I, on the other hand, am thinking about what I nearly always think about. Namely, food.
I don't do Thanksgiving with family for the same reasons a lot of you probably wish you don't. That said, however, I do have a gathering of friends to go to later this evening. And I'm very much looking forward to the company and the gossip and the cameraderie and the playing with the cats and chickens and so on (our friends are urban chicken farmers). But over and above all that, I'm looking forward to the food. I've been told to expect turkey, of course, but also sweet potatoes, twice baked potatoes, creamed corn, veggies, pumpkin pie, pecan chocolate chip pie and chocolate Irish cream cheesecake. In short, a veritable smorgasbord of doom for the cardiovascular system. Not to mention people who aren't supposed to eat sugar.
Um, yeah. That would be me.
I take this whole mess of prescription drugs, see. A bunch of them aren't supposed to be taken with alcohol. I don't drink, so not a problem, but guess what sugar breaks down to as it's being digested? Yep. And the prescription drugs don't know if they're being interfered with by real alcohol, or the also-ran equivalent. Either way, they don't work as well as they should, and that's not a Good Thing if you're me.
To say nothing of the fact that I'm also hypoglycemic, which is kind of like being diabetic but without the glucose meters and the toys and stuff. It can be a precursor to diabetes or it can be genetic, which is the case with me (grandmother and uncle both had it). I get the lows but not the highs, and I can tell when I've got the lows because I'll stand up from a chair and almost lose consciousness. (Actually, I sometimes make it all the way from my desk to the hallway by the ladies' room before the vertigo hits. That's even more fun, grabbing for the wall to stay on my feet.) What causes the lows? Eating sugar. Or rather, eating sugar an hour or so ago, in quantity, by itself with nothing else. As soon as it clears the system, I crash and burn. The only cure is a regular meal, but it's faster to just grab some more sugar and start the whole cycle over again. I'm kind of stupid that way.
Some people are alcoholics. Some people are drug addicts. Some people can't stop gambling. Me, it seems to be All About The Sugar. I react to sugar like some people react to cocaine. There's no such thing as just a little bit. If I have some, I want more. Lots more. And if I have more, things get all kinds of ugly.

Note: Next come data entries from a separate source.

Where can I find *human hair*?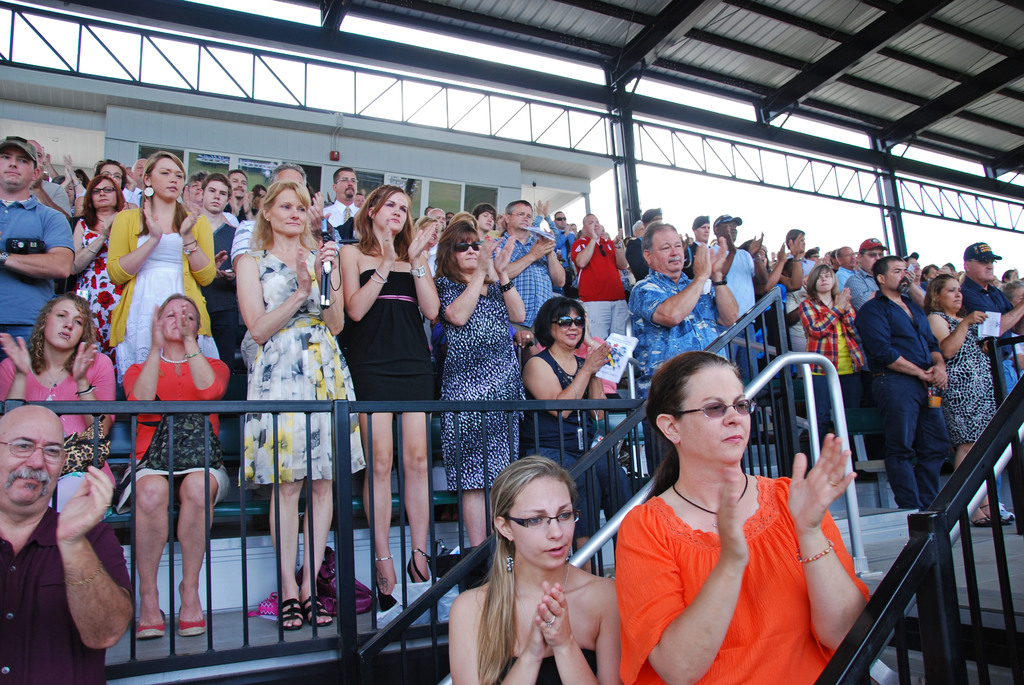
You can find it at detection(332, 168, 357, 180).
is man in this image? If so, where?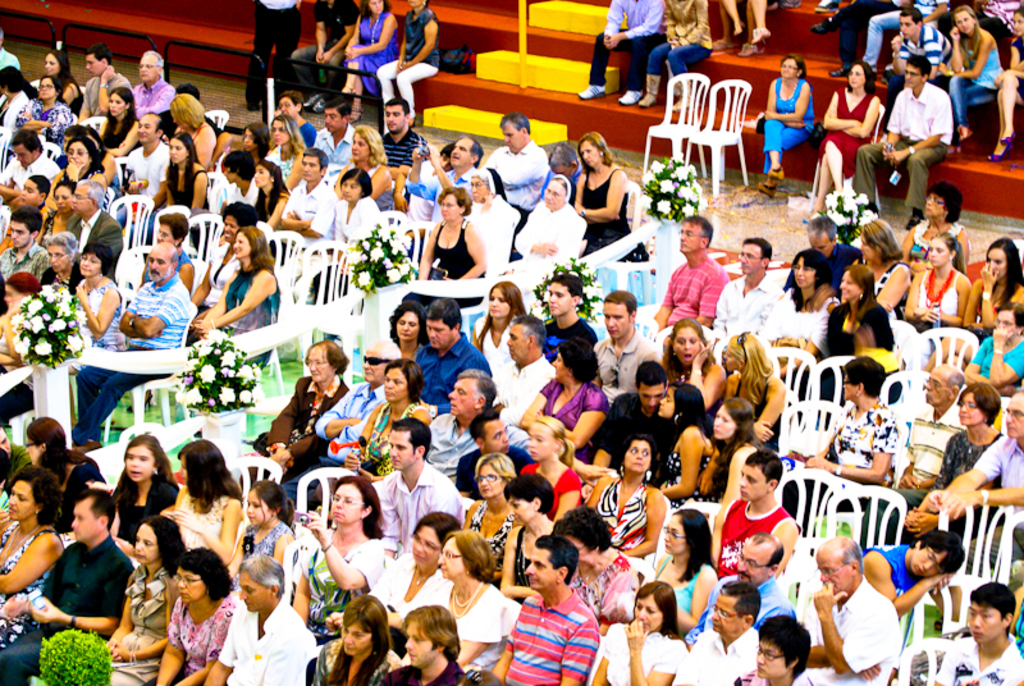
Yes, at region(381, 600, 468, 685).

For about the last year, I've been trying to get off the sugar. I don't mean all sugar--there's sugar in all kinds of weird foods, like yogurt and ketchup, so it's hard to avoid altogether--but to a reasonable extent, giving up things that are supposed to be sweet, like doughnuts and cookies and cakes (especially cakes with white or cream-cheese frosting; that frosting is heroin. I'm serious.). I do okay--I once went 60 days, in point of fact--but lately it's been off and on. Five days here, three days there, and I think I had a streak of like eight or ten days earlier this month. Then Something Happens and suddenly I'm back on the sugar. Which means I have to get back off the sugar. And here's a news flash: Every time I try to get off the sugar, it's really hard.

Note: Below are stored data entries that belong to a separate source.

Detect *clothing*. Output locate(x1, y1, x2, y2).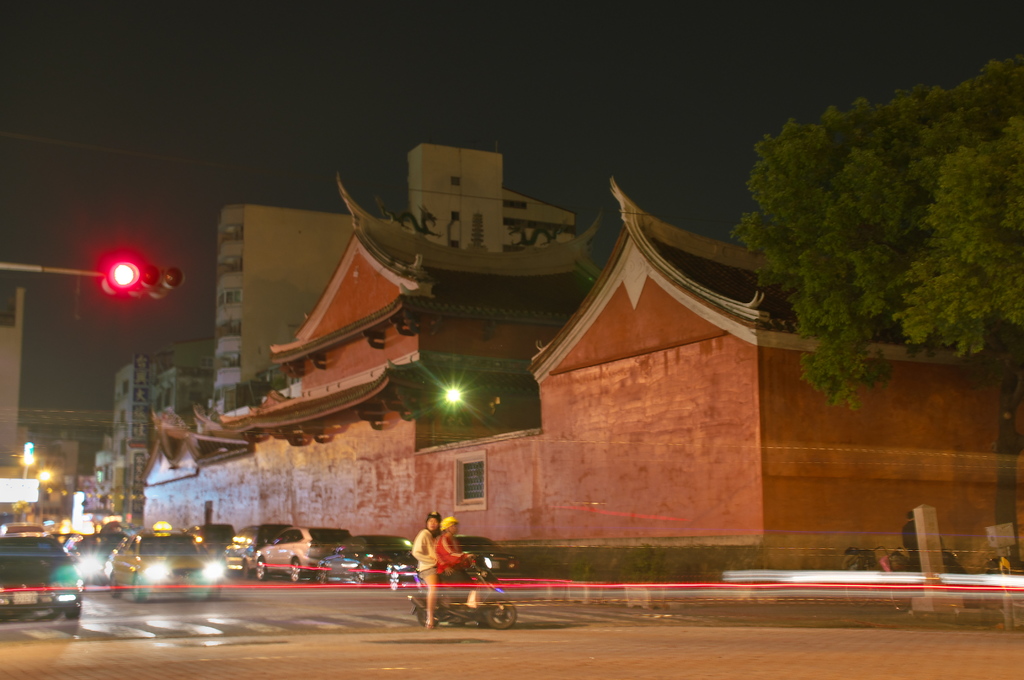
locate(902, 520, 922, 555).
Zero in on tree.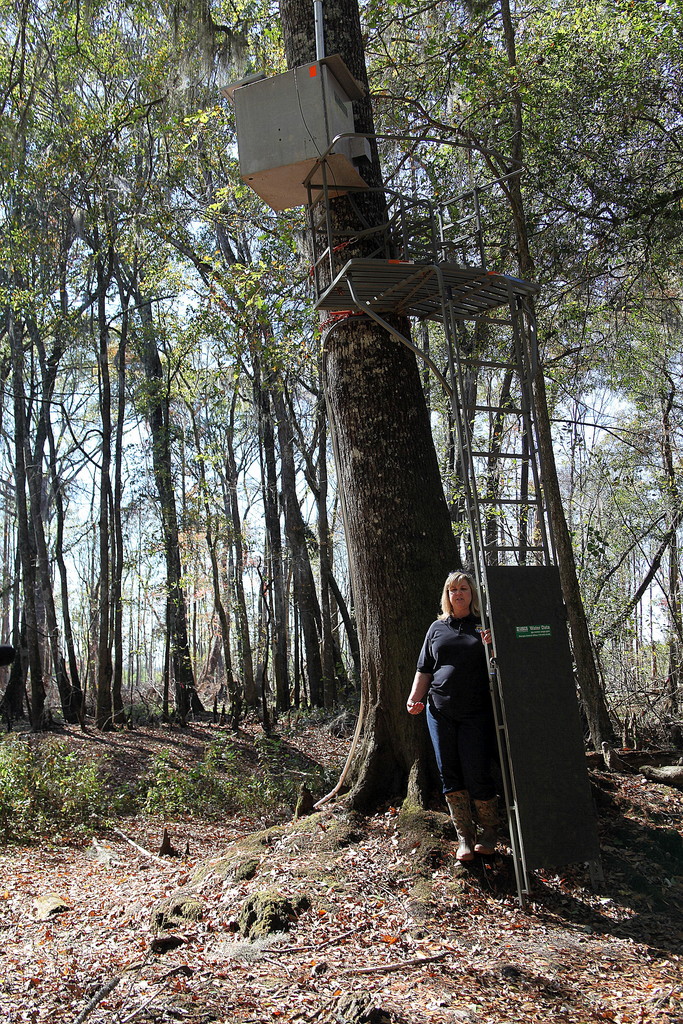
Zeroed in: x1=28, y1=51, x2=319, y2=705.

Back when I quit drinking, I went through a weird three-week period where suddenly, out of nowhere, I'd start craving alcohol at odd times. Like the middle of the work day, say, or at ten a.m. on a Saturday. It was weird, but I figured it was just the last of the stuff making its way out of my system and it would go away soon. It did, and I haven't had a drink in about five years. Still, alcohol's easy. You look at a bottle and if it says, "Contains alcohol," you don't drink it. Sugar, on the other hand--there's sugar in practically everything. In fact, your average American eats 156 pounds of added sugar every year--a lot of it in the form of high-fructose corn syrup, which is just all kinds of bad for you. In 1850, that same average American only had 5 pounds of sugar a year. Which just goes to show something or other, and not that we've made brilliant progress in marketing high fructose corn syrup.
Anyway, there's no cure for my condition except to stay off the sugar, and there's no way to stay off it unless I can get off it to begin with. Which means I just need to keep trying. One of the Buddhist precepts is about not consuming intoxicants, which is usually translated to mean alcohol. I'd take that a step farther and say that anything that separates you from your practice is an intoxicant. If you feel rotten about yourself and are on an up-and-down roller coaster from eating (and then not-eating) sugar, you're not going to be meditating in a very serene frame of mind. So I'd throw sugar onto that list of intoxicants not to be consuming. At least, for me.
I'll bet Buddha never had this problem. Heck, in his time sugar maybe hadn't even been invented yet.